Joseph was taken with the rest of the survivors and put in recovery. He ate and slept, and felt warm. The Americans asked him to go home with them. He agreed in very broken English. He took a job in the medical bay, caring for soldiers and survivors of the war. In the American base Joseph felt alone for the first time in his life. He was quiet, shy, and awkward. He dint speak the language and he was skittish in ways that made him feel unlike himself.

One day a doctor who spoke german came to him and asked him to assit him on a project. A light frequency that could increase cell growth and heal patients in seconds. Joseph worked with the scientist but the ban was old and he wasn't as clever as Joseph. Joseph took over when the man died of a drug overdose. They sent Joseph to America where he lived on the military base and developed the medigun. The radiation was unstable but controllable. It bad been years since the war but Joseph was still restless. There were still men out there. Evil men. And one of them was on his base. He saw him when he ate lunch. When we walked in the moon light. Joseph watched the man laugh and smile with American soldiers who had to know who the man was. They had to know.

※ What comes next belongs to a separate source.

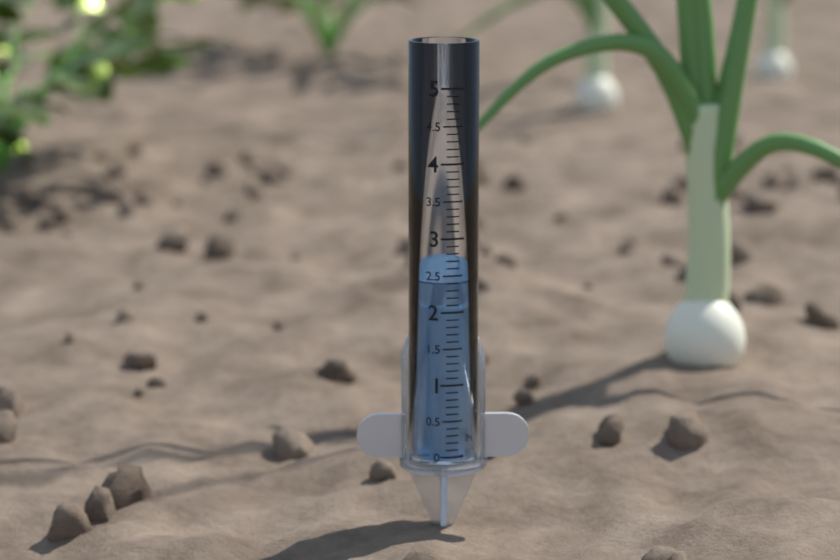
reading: 2.4 in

There was a general who was getting married, and the wedding was to take place on the base. Joseph corners the Nazi doctor he had known so well in Austria when he had let a patient die. Joseph tied him down on the table he used to heal American soldiers and tested out his brand new medigun on him. It kept him alive as he removed the very bones from the Nazis body.

Joseph packed everything he had and piled into a large white catering van outside the base church and drove away as the bells began to chime. It was a few days before he was discovered missing and a bounty was put on his head. But by then he had been contacted by a pretty woman in purple about a job and a second chance. He took the title of Medic. Glad to be rid of the name that held such sad stories.

The year was 1962 when Medic joined the RED team. He found a peace in the familiarity of warfare, the guiltless killing satisfied his rage, and a safe place with the other team members who had no idea who he was. they often assumed him to be a Nazi and he let them believe it. He preferred it to them knowing that he had once been.